More than 100 residents attended a local meeting in Tempe on October 14
Elenor describes the project as “a massive land grab”, which will involve homes being resumed to provide land for multiple on and off ramps (portals) as well as ventilation stacks along the route.
Elenor said the project has been planned with “absolute secrecy and lack of transparency”.
“People are asking where are [the developers] going to put the portals, the stacks? This is going to be up to the successful tenderers. The government has a concept plan, but it needs the tenderers to do the design [work]. In order to do that they need to do the geotechnical drilling — to do gather the geological data to plan the final route.”
Community resistance has resulted in some wins in the planning stages, including saving part of the historic Ashfield Park from being resumed. Elenor said: “We’ve already set the whole scheme back 12 months.”

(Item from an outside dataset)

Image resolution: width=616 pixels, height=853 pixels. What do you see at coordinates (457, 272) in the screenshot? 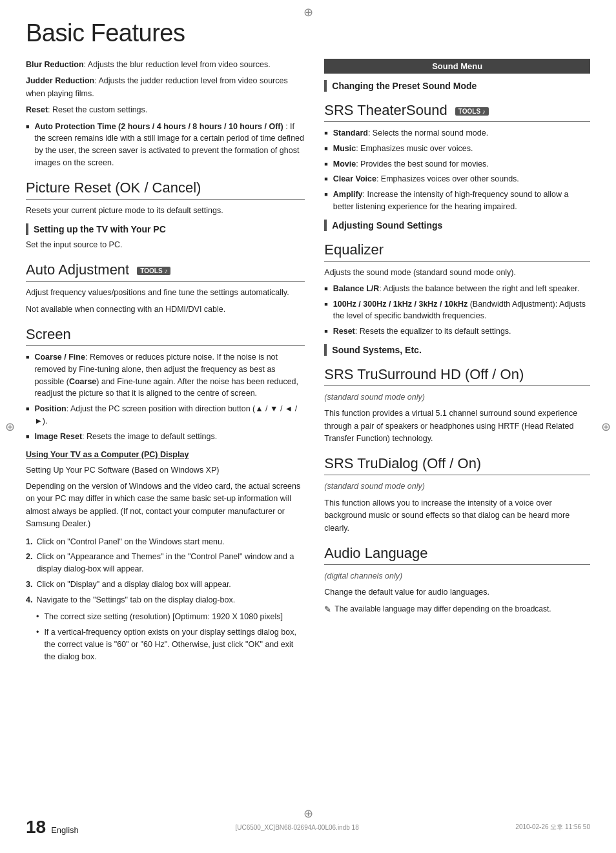
I see `equalizer-desc: Adjusts the sound mode (standard sound m…` at bounding box center [457, 272].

Elenor told GLW that residents are employing “guerrilla-style tactics” in response to the drilling, and drilling was successfully held up for a few hours. Since the first protest last week the company has started moving trucks in overnight. “They are learning, but we are learning, too. If the drill site is at a legal parking spot, it's a case of who gets there first."
The Groups are now asking local candidates for the upcoming NSW elections to declare their position on WestConnex and what they are prepared to do about it. The Greens are strongly opposed to WestConnex in its current form but none of the other parties have as yet made their position clear.